The Beguine Way of Life

“Wars, crusades, plague, [and] famine … led to a … gender imbalance in northern Europe in the late 12th  century….”  reducing the number of men available to perform skilled tasks or marry [1].  Despite these conditions, cultural views on gender roles and social class remained inflexible, allowing few choices for women other than marriage or the monastery. 

At the same time, lay religious movements began to emerge throughout Europe, with wandering preachers urging laypeople of all social classes to adopt simplicity and deeper devotion in their daily lives. With monasteries filled or requiring expensive dowries of new members,  religious unmarried and widowed laywomen or those with absent husbands had few options, leaving them without adequate security, respect, or economic stability [2, 3, 4].  

In this climate, the Beguine Movement arose, a new type of  “visible religious life” without binding vows, offering a “less institutional form of whole-hearted devotion” for women [2]. Their way of life provided a means for laywomen to attain intimacy with God within a like-minded community [5, 6] designed flexibly around conditions in the locality and the interests and needs of the beguines themselves [7, 8, 9].

While remaining anchored in practical rhythms of prayer, service, and friendship, beguines supported themselves by their own labor in homes and shops, working as merchants, craftswomen, and domestic laborers. They were well-known for their work in the cloth industry where they spun wool, dyed fibers, wove textiles, and finished cloth, tasks that permitted them to work together in communal areas in their beguinages and convents [10, 11].

Their flexibility made them difficult to categorize [12, 13, 14, 15]. Their lifestyles varied in different locations, but all were inspired by influences that urged simplicity in secular life, equality of rich and poor in society and religious communities, devotion to the human expression of God through Jesus, access to Scripture by both clergy and laity, and service that included  copying Scripture and sermons in the language of the area, teaching, caring for the sick,  preparing bodies for burial, serving food to the poor, and providing other services to meet local needs [9, 11, 13, 14].

As women of prayer, beguines promoted their belief in the humanity of Jesus and his concern for the everyday lives of  “simple souls”, using the language of the people to make their teachings available to all.  In particular, they preached the message that a relationship of spiritual tenderness and friendship with God was possible for everyone [8]. Julian of Norwich, whom scholars have placed within the embrace of beguine spirituality, taught that “we are beings who need to be reassured by the motherhood of God who does not deprive us of the milk of supernatural life”. Her confidence in the mercy and tender care of God for all prompted her famous message that “all will be well, and all will be well, and every kind of thing will be well” [16, 17].

Such teachings challenged the prevailing atmosphere of judgment and fear fostered by clerics at the time. The beguines’ insistence on their authority to preach the compassion and care of God  prompted controversy and difficulties that followed the beguines over the centuries [1, 8, 9].

*Note: The numbers refer to sources that are listed in the section entitled “for further reading” at the bottom of the last page.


● What you have to do: Copy, word for word, each line of the data below from the first through the line containing "This screenshot has width=432, height=206.", and stop there.
______________________________
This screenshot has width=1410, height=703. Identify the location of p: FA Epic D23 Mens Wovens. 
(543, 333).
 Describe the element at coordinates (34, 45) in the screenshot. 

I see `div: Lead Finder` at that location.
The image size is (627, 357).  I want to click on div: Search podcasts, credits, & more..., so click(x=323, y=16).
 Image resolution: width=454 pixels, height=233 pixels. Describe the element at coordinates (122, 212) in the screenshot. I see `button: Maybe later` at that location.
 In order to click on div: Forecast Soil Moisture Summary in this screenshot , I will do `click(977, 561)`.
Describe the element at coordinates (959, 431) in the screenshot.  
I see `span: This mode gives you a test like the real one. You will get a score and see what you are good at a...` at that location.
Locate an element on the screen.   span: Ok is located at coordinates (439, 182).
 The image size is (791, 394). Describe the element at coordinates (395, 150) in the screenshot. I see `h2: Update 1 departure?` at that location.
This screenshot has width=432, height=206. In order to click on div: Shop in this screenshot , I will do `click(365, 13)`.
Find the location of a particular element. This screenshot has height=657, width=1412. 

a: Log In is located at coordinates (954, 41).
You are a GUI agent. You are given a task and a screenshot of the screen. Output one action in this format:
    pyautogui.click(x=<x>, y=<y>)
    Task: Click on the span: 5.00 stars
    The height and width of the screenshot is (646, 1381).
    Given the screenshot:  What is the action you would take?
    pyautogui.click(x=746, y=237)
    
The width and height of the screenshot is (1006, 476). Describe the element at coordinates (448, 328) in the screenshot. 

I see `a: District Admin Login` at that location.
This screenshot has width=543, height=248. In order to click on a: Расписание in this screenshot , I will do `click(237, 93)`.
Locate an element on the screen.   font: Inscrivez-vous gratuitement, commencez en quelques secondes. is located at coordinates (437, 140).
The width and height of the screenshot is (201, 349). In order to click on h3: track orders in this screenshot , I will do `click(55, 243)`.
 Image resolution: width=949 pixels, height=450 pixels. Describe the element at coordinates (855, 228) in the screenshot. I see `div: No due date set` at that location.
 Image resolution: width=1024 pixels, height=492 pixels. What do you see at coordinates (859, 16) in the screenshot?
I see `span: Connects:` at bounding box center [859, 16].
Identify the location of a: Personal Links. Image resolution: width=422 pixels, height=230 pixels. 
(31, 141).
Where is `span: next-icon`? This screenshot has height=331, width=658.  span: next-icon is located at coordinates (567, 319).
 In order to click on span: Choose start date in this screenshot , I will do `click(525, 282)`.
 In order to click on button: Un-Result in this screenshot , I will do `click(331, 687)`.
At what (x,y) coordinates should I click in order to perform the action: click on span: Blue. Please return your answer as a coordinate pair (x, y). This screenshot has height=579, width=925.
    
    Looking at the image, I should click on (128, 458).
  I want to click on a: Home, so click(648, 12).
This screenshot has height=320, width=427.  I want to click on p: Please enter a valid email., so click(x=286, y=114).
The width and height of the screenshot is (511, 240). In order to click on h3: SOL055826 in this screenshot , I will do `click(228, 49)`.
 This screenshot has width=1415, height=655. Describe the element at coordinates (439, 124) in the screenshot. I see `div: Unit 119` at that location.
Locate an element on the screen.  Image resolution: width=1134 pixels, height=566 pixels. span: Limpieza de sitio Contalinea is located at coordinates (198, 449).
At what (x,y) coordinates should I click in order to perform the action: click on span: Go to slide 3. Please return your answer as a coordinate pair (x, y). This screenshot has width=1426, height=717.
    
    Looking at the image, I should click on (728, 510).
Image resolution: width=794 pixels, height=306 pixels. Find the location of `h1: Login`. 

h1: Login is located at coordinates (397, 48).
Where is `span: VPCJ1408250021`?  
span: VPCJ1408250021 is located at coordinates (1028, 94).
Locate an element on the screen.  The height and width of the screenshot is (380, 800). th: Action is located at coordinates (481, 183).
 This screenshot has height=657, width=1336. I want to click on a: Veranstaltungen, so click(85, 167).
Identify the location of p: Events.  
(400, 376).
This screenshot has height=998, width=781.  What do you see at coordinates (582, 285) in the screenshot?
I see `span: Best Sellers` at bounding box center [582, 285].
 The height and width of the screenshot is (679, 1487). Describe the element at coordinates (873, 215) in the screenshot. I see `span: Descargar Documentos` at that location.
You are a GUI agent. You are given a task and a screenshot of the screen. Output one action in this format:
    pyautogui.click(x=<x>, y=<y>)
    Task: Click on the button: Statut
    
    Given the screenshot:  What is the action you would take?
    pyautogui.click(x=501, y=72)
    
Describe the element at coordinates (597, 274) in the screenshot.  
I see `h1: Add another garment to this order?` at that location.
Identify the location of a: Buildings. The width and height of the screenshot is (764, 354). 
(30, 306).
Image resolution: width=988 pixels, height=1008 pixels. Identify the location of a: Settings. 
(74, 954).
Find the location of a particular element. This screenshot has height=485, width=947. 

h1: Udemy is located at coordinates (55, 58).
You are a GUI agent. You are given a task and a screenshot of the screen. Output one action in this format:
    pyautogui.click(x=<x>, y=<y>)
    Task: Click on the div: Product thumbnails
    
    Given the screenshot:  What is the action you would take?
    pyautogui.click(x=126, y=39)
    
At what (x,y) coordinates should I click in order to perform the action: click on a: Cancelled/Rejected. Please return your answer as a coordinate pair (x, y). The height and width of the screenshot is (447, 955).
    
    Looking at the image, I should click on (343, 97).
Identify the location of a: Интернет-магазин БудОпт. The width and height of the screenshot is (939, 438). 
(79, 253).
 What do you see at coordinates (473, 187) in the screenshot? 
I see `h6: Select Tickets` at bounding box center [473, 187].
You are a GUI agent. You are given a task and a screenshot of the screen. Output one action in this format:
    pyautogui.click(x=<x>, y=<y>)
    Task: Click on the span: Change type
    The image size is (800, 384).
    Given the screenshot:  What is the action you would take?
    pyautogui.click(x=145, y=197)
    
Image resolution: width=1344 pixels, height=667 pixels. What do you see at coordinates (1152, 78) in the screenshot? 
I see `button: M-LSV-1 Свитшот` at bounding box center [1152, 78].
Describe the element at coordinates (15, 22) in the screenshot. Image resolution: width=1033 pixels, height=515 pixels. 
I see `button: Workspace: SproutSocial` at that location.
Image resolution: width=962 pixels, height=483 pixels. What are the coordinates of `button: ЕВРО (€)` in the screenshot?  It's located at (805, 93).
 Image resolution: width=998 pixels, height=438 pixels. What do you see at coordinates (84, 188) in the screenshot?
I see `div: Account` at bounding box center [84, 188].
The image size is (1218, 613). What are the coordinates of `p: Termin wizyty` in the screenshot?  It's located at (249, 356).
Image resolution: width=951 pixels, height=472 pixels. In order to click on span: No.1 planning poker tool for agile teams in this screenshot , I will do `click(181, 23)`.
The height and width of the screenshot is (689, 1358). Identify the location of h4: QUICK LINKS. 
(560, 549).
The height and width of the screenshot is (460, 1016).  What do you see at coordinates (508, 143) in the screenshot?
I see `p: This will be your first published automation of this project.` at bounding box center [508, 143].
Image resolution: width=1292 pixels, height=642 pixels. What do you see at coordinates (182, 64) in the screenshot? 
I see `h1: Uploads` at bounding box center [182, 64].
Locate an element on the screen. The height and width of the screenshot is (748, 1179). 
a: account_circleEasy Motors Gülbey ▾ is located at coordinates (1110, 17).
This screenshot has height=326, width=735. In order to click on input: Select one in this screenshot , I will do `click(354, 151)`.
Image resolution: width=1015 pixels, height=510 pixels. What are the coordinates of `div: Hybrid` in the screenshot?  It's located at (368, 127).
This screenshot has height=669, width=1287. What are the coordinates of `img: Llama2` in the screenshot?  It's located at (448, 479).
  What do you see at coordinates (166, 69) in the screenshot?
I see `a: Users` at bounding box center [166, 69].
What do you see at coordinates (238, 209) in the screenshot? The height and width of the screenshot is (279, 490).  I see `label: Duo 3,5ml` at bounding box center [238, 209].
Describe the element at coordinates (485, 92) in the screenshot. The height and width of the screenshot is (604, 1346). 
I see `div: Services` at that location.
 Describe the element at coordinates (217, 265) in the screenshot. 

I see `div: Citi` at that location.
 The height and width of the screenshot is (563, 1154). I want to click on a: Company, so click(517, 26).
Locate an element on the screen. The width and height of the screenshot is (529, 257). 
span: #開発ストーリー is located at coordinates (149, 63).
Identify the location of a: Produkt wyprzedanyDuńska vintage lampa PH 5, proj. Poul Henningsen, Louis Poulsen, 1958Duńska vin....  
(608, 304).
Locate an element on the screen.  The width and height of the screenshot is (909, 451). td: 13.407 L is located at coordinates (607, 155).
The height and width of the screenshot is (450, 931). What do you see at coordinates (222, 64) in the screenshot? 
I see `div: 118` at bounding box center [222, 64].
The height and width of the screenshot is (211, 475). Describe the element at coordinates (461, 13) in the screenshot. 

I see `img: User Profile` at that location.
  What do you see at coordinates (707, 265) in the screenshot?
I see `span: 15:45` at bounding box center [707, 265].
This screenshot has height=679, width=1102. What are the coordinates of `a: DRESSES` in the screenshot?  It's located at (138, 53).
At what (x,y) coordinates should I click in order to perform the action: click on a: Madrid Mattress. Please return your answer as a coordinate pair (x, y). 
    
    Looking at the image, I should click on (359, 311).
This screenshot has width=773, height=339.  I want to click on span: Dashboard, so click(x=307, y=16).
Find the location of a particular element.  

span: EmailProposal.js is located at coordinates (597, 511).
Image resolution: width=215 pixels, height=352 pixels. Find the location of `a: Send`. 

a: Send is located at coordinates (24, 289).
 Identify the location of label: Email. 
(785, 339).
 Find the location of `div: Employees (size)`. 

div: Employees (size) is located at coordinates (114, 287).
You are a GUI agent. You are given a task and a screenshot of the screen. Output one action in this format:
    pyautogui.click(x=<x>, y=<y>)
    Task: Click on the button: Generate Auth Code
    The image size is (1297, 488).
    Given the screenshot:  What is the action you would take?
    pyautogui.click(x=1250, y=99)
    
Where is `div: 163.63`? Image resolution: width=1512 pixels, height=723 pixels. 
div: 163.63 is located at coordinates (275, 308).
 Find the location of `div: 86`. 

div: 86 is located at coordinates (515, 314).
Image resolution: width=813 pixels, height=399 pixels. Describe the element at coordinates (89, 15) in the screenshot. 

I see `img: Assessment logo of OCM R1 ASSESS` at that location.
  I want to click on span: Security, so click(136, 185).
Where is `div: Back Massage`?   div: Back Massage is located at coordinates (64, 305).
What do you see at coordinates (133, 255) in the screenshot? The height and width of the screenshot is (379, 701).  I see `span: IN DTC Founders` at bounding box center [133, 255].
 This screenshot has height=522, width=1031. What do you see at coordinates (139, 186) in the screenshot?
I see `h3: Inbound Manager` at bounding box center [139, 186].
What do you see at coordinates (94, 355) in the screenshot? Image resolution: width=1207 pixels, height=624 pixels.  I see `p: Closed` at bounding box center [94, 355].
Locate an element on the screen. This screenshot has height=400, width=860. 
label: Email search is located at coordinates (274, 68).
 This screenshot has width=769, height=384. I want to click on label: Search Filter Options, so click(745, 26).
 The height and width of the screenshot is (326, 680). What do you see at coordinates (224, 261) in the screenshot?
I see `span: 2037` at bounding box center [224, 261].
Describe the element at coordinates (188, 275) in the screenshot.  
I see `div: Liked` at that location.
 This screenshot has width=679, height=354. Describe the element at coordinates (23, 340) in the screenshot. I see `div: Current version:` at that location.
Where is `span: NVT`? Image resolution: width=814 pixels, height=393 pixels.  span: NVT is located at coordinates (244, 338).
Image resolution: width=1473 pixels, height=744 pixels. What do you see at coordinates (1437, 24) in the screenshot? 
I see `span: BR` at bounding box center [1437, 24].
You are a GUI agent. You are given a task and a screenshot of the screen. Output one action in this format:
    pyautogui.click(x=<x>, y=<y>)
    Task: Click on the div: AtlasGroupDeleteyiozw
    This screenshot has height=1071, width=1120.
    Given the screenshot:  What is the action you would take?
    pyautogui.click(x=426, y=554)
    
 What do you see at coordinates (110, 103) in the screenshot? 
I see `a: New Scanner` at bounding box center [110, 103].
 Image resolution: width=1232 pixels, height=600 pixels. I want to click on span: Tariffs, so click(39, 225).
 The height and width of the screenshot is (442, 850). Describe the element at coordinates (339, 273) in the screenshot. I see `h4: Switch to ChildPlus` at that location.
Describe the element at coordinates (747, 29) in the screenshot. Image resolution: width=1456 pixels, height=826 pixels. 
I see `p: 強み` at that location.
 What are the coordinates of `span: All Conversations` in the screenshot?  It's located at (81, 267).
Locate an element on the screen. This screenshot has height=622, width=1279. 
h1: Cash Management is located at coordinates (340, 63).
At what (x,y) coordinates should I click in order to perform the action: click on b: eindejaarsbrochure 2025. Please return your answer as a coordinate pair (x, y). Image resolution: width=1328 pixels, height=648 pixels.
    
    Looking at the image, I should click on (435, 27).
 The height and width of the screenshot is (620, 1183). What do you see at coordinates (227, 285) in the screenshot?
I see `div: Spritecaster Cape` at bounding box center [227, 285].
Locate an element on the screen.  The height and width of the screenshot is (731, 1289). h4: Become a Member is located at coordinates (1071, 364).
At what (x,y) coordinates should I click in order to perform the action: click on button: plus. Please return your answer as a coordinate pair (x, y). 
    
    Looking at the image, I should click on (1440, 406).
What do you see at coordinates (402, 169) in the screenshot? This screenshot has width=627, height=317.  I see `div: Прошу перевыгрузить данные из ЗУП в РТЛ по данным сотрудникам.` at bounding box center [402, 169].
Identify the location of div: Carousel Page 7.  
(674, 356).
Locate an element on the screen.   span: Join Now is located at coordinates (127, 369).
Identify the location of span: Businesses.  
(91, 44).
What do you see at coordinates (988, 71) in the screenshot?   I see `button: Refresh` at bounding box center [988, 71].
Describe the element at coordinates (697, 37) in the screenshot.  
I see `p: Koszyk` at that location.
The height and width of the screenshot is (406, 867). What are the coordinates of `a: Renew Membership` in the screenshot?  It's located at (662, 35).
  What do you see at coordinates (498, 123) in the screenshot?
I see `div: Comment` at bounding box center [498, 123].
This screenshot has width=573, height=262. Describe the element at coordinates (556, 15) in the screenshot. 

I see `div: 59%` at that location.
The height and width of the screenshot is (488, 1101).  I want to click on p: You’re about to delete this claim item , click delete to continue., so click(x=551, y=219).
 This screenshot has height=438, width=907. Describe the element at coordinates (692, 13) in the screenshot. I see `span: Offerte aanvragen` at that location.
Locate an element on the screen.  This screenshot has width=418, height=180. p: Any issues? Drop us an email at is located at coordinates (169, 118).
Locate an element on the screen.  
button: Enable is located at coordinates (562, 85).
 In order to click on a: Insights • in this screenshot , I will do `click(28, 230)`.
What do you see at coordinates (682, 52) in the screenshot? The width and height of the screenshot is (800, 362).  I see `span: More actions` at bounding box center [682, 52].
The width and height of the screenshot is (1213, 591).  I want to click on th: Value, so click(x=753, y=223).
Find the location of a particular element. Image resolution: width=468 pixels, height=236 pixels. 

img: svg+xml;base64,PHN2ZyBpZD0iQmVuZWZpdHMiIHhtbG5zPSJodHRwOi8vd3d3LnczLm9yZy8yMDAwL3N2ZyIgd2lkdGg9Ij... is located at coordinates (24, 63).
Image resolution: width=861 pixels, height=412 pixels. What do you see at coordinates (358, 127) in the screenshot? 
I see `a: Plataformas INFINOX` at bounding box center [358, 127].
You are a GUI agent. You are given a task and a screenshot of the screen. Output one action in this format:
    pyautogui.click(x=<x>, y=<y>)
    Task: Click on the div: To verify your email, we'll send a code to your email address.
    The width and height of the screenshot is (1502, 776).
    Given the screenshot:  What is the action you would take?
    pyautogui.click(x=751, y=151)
______________________________
● Task answer:
This screenshot has width=1410, height=703. Identify the location of p: FA Epic D23 Mens Wovens. 
(543, 333).
 Describe the element at coordinates (34, 45) in the screenshot. 

I see `div: Lead Finder` at that location.
The image size is (627, 357).  I want to click on div: Search podcasts, credits, & more..., so click(x=323, y=16).
 Image resolution: width=454 pixels, height=233 pixels. Describe the element at coordinates (122, 212) in the screenshot. I see `button: Maybe later` at that location.
 In order to click on div: Forecast Soil Moisture Summary in this screenshot , I will do `click(977, 561)`.
Describe the element at coordinates (959, 431) in the screenshot.  
I see `span: This mode gives you a test like the real one. You will get a score and see what you are good at a...` at that location.
Locate an element on the screen.   span: Ok is located at coordinates (439, 182).
 The image size is (791, 394). Describe the element at coordinates (395, 150) in the screenshot. I see `h2: Update 1 departure?` at that location.
This screenshot has width=432, height=206. In order to click on div: Shop in this screenshot , I will do `click(365, 13)`.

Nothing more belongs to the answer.